Even ‘Seinfeld’ Wouldn’t Work as a Reboot

Now, if any show could pull off a reboot, it’s Seinfeld, since it’s still so huge now in culture. But how would it work? Are the Seinfeld four now out of jail and back to living their sad, single lives as if nothing ever happened? Do we want Jerry and George (Jason Alexander) at the diner complaining about their love lives in their sixties? Or do we give everyone a family and kids? To do so would almost be a betrayal of their characters. If anyone seemed destined to be alone forever, it’s them.

It seems like a long shot to even be able to get everyone back together at the same time. Jerry Seinfeld, Larry David, and Julia Louis-Dreyfus keep themselves incredibly busy. Then there’s the Michael Richards problem. Kramer may have been one of the greatest characters ever, but the man who played him has never recovered from his racist meltdown during a standup show in 2006. Would audiences forgive him, or is Michaels forever canceled?

There’s also the question of where Seinfeld would return to. The days of monstrous ratings are over. Streaming options and cable have made it impossible for tens of millions to watch the same show at the same time anymore. Would a Seinfeld reunion end up on Peacock or Netflix, becoming something we now binge alone on our phones rather than a shared cultural moment? That feels sad and small for something that was so big.

There’s one reason more than any to never have a Seinfeld reboot. It’s not the risk of it being horrible.

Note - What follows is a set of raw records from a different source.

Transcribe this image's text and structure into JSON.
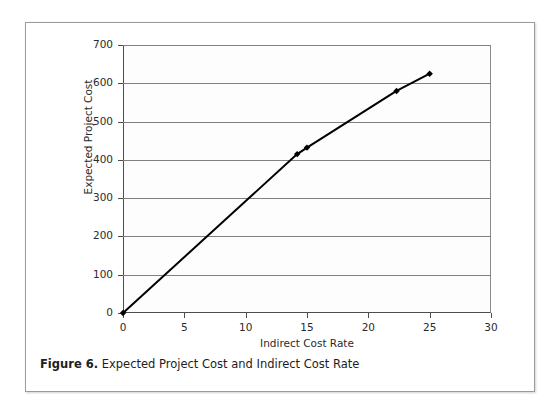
{
  "figure": {
    "caption_number": "Figure 6.",
    "caption_text": "Expected Project Cost and Indirect Cost Rate"
  },
  "chart_data": {
    "type": "line",
    "title": "",
    "xlabel": "Indirect Cost Rate",
    "ylabel": "Expected Project Cost",
    "xlim": [
      0,
      30
    ],
    "ylim": [
      0,
      700
    ],
    "xticks": [
      0,
      5,
      10,
      15,
      20,
      25,
      30
    ],
    "yticks": [
      0,
      100,
      200,
      300,
      400,
      500,
      600,
      700
    ],
    "grid": "horizontal",
    "legend": "none",
    "marker": "diamond",
    "line_color": "#000000",
    "line_width": 2,
    "series": [
      {
        "name": "Expected Project Cost",
        "x": [
          0,
          14.2,
          15.0,
          22.3,
          25.0
        ],
        "values": [
          0,
          415,
          432,
          580,
          625
        ]
      }
    ]
  }
}
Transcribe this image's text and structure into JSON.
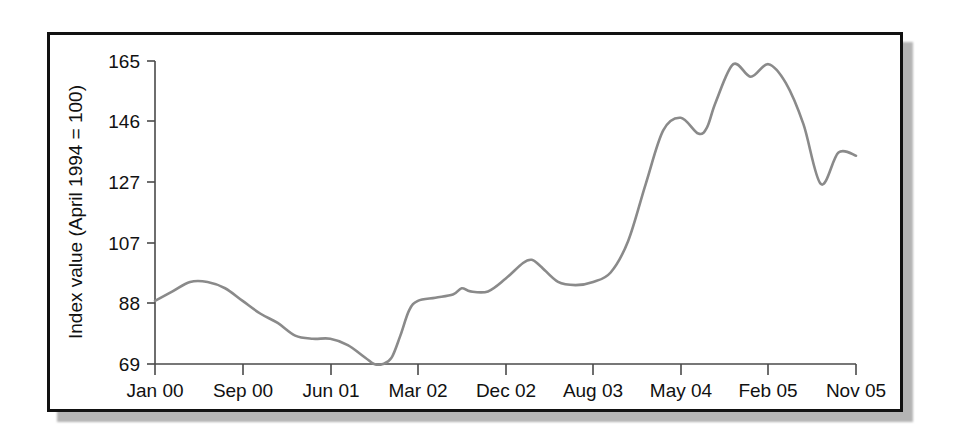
{
  "figure": {
    "frame_color": "#111111",
    "shadow_color": "#b4b4b4",
    "background": "#ffffff"
  },
  "chart_data": {
    "type": "line",
    "title": "",
    "subtitle": "",
    "xlabel": "",
    "ylabel": "Index value (April 1994 = 100)",
    "line_color": "#8a8a8a",
    "axis_color": "#4a4a4a",
    "grid": false,
    "legend": null,
    "legend_position": "none",
    "ylim": [
      69,
      165
    ],
    "ytick_labels": [
      "165",
      "146",
      "127",
      "107",
      "88",
      "69"
    ],
    "ytick_values": [
      165,
      146,
      127,
      107,
      88,
      69
    ],
    "xtick_labels": [
      "Jan 00",
      "Sep 00",
      "Jun 01",
      "Mar 02",
      "Dec 02",
      "Aug 03",
      "May 04",
      "Feb 05",
      "Nov 05"
    ],
    "xtick_values": [
      0,
      8,
      17,
      26,
      35,
      43,
      52,
      61,
      70
    ],
    "xlim": [
      0,
      70
    ],
    "series": [
      {
        "name": "Index value",
        "x": [
          0,
          2,
          4,
          6,
          8,
          10,
          12,
          14,
          16,
          18,
          20,
          22,
          24,
          25,
          26,
          27,
          28,
          29,
          30,
          32,
          34,
          35,
          36,
          38,
          40,
          42,
          43,
          44,
          46,
          48,
          50,
          52,
          54,
          56,
          58,
          60,
          62,
          63,
          64,
          66,
          68,
          70
        ],
        "values": [
          89,
          92,
          95,
          95,
          93,
          89,
          85,
          82,
          78,
          77,
          77,
          75,
          71,
          69,
          69,
          71,
          78,
          86,
          89,
          90,
          91,
          93,
          92,
          92,
          96,
          101,
          102,
          100,
          95,
          94,
          95,
          98,
          108,
          126,
          143,
          147,
          142,
          144,
          152,
          164,
          160,
          164
        ]
      }
    ],
    "series_tail": {
      "x": [
        70,
        72,
        74,
        76,
        78,
        80
      ],
      "values": [
        164,
        158,
        145,
        126,
        136,
        135
      ]
    }
  }
}
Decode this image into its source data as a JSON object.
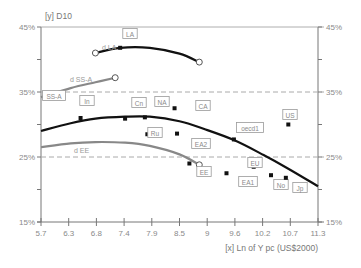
{
  "chart_data": {
    "type": "scatter",
    "title": "",
    "ylabel": "[y] D10",
    "xlabel": "[x] Ln of Y pc (US$2000)",
    "xlim": [
      5.7,
      11.3
    ],
    "ylim": [
      15,
      45
    ],
    "x_ticks": [
      "5.7",
      "6.3",
      "6.8",
      "7.4",
      "7.9",
      "8.5",
      "9",
      "9.6",
      "10.2",
      "10.7",
      "11.3"
    ],
    "y_ticks_left": [
      "15%",
      "25%",
      "35%",
      "45%"
    ],
    "y_ticks_right": [
      "15%",
      "25%",
      "35%",
      "45%"
    ],
    "reference_lines": [
      25,
      35
    ],
    "grid": false,
    "points": [
      {
        "label": "LA",
        "x": 7.3,
        "y": 41.8
      },
      {
        "label": "SS-A",
        "x": 6.0,
        "y": 34.5
      },
      {
        "label": "In",
        "x": 6.5,
        "y": 31.0
      },
      {
        "label": "Cn",
        "x": 7.4,
        "y": 30.9
      },
      {
        "label": "NA",
        "x": 7.8,
        "y": 31.1
      },
      {
        "label": "CA",
        "x": 8.4,
        "y": 32.5
      },
      {
        "label": "Ru",
        "x": 7.85,
        "y": 28.5
      },
      {
        "label": "EA2",
        "x": 8.45,
        "y": 28.6
      },
      {
        "label": "EE",
        "x": 8.7,
        "y": 24.0
      },
      {
        "label": "oecd1",
        "x": 9.6,
        "y": 27.7
      },
      {
        "label": "US",
        "x": 10.7,
        "y": 30.0
      },
      {
        "label": "EU",
        "x": 10.0,
        "y": 23.5
      },
      {
        "label": "EA1",
        "x": 9.45,
        "y": 22.5
      },
      {
        "label": "No",
        "x": 10.35,
        "y": 22.2
      },
      {
        "label": "Jp",
        "x": 10.65,
        "y": 21.8
      }
    ],
    "series": [
      {
        "name": "d LA",
        "color": "#111111",
        "x": [
          6.8,
          7.3,
          7.9,
          8.5,
          8.9
        ],
        "y": [
          41.0,
          41.8,
          41.8,
          40.9,
          39.6
        ]
      },
      {
        "name": "d SS-A",
        "color": "#888888",
        "x": [
          5.7,
          6.3,
          6.8,
          7.2
        ],
        "y": [
          34.2,
          35.6,
          36.5,
          37.2
        ]
      },
      {
        "name": "d EE",
        "color": "#888888",
        "x": [
          5.7,
          6.3,
          6.8,
          7.4,
          7.9,
          8.5,
          8.9
        ],
        "y": [
          26.5,
          27.1,
          27.3,
          27.2,
          26.7,
          25.4,
          23.8
        ]
      },
      {
        "name": "oecd fit",
        "color": "#111111",
        "x": [
          5.7,
          6.3,
          6.8,
          7.4,
          7.9,
          8.5,
          9.0,
          9.6,
          10.2,
          10.7,
          11.3
        ],
        "y": [
          29.0,
          30.2,
          30.9,
          31.2,
          31.2,
          30.5,
          29.3,
          27.6,
          25.3,
          23.2,
          20.5
        ]
      }
    ],
    "curve_labels": [
      "d LA",
      "d SS-A",
      "d EE"
    ]
  }
}
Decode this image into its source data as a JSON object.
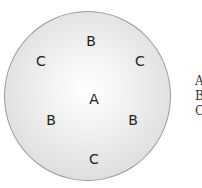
{
  "diagram": {
    "labels": [
      {
        "text": "B",
        "x": 91,
        "y": 41
      },
      {
        "text": "C",
        "x": 41,
        "y": 61
      },
      {
        "text": "C",
        "x": 140,
        "y": 61
      },
      {
        "text": "A",
        "x": 94,
        "y": 99
      },
      {
        "text": "B",
        "x": 51,
        "y": 120
      },
      {
        "text": "B",
        "x": 133,
        "y": 120
      },
      {
        "text": "C",
        "x": 94,
        "y": 159
      }
    ],
    "legend": [
      "A",
      "B",
      "C"
    ]
  }
}
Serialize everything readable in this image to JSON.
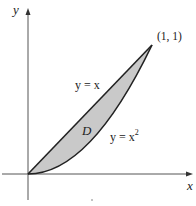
{
  "diagram": {
    "title": "",
    "axes": {
      "x_label": "x",
      "y_label": "y"
    },
    "curves": [
      {
        "id": "line",
        "label": "y = x",
        "equation": "y = x"
      },
      {
        "id": "parabola",
        "label_base": "y = x",
        "label_exp": "2",
        "equation": "y = x^2"
      }
    ],
    "region": {
      "label": "D",
      "fill": "#c9c9c9",
      "description": "region between y = x and y = x^2 for 0 ≤ x ≤ 1"
    },
    "points": [
      {
        "label": "(1, 1)",
        "x": 1,
        "y": 1
      }
    ],
    "colors": {
      "axis": "#555555",
      "curve": "#222222",
      "fill": "#c9c9c9",
      "text": "#222222"
    }
  }
}
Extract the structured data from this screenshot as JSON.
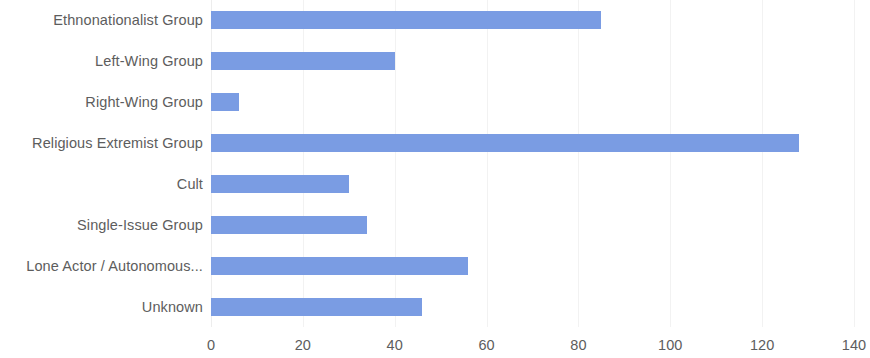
{
  "chart_data": {
    "type": "bar",
    "orientation": "horizontal",
    "title": "",
    "subtitle": "",
    "xlabel": "",
    "ylabel": "",
    "xlim": [
      0,
      140
    ],
    "xticks": [
      0,
      20,
      40,
      60,
      80,
      100,
      120,
      140
    ],
    "xtick_labels": [
      "0",
      "20",
      "40",
      "60",
      "80",
      "100",
      "120",
      "140"
    ],
    "grid": {
      "vertical": true,
      "horizontal": false
    },
    "legend": {
      "show": false,
      "position": "none"
    },
    "bar_color": "#7a9ce3",
    "text_color": "#5d5d5d",
    "gridline_color": "#f2f2f2",
    "background_color": "#ffffff",
    "categories": [
      "Ethnonationalist Group",
      "Left-Wing Group",
      "Right-Wing Group",
      "Religious Extremist Group",
      "Cult",
      "Single-Issue Group",
      "Lone Actor / Autonomous...",
      "Unknown"
    ],
    "values": [
      85,
      40,
      6,
      128,
      30,
      34,
      56,
      46
    ]
  }
}
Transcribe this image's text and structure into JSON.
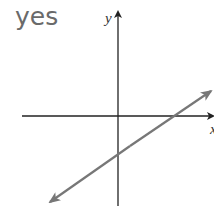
{
  "answer_label": "yes",
  "graph": {
    "y_axis_label": "y",
    "x_axis_label": "x",
    "axis_color": "#222222",
    "line_color": "#777777",
    "line_description": "straight line with positive slope, negative y-intercept, positive x-intercept",
    "intercepts": {
      "y_intercept_sign": "negative",
      "x_intercept_sign": "positive"
    }
  }
}
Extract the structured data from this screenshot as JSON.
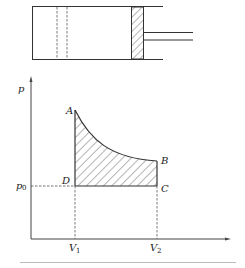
{
  "diagram": {
    "type": "piston cylinder and p-V diagram",
    "colors": {
      "line": "#333333",
      "dash": "#555555",
      "hatch": "#444444",
      "separator": "#bbbbbb",
      "background": "#ffffff"
    },
    "cylinder": {
      "label": "cylinder",
      "piston_label": "piston (hatched)",
      "rod_label": "piston rod"
    },
    "graph": {
      "y_axis_label": "p",
      "x_axis_label": "",
      "points": {
        "A": "A",
        "B": "B",
        "C": "C",
        "D": "D"
      },
      "p0_main": "p",
      "p0_sub": "0",
      "v1_main": "V",
      "v1_sub": "1",
      "v2_main": "V",
      "v2_sub": "2"
    }
  }
}
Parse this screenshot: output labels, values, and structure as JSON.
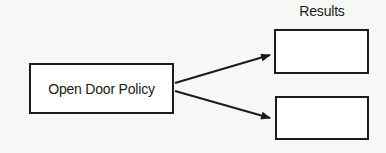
{
  "diagram": {
    "type": "flow",
    "source": {
      "label": "Open Door Policy"
    },
    "results_heading": "Results",
    "results": [
      {
        "label": ""
      },
      {
        "label": ""
      }
    ],
    "edges": [
      {
        "from": "source",
        "to": "results.0",
        "style": "arrow"
      },
      {
        "from": "source",
        "to": "results.1",
        "style": "arrow"
      }
    ],
    "colors": {
      "background": "#f7f7f6",
      "stroke": "#1c1c1c",
      "box_fill": "#ffffff"
    }
  }
}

No matter what, we still have the original series. That doesn’t change. It’s that a reboot goes against what Seinfeld was. Bringing it back is giving in to nostalgia. Nostalgia is everywhere, from TV to movies, and lately, it’s failing. How many people cared about Indiana Jones and the Dial of Destiny? Audiences demand something new and different. Seinfeld was famously a show about nothing, where no one ever learned a lesson. There was definitely no nostalgia allowed. Larry David and Jerry Seinfeld need to learn a lesson here. 2023 tells us nostalgic reboots don’t work. Unless the plan is for something simple like a commercial, let Seinfeld rest. Keep the characters in jail where we left them. Letting them out is too big of an unneeded risk.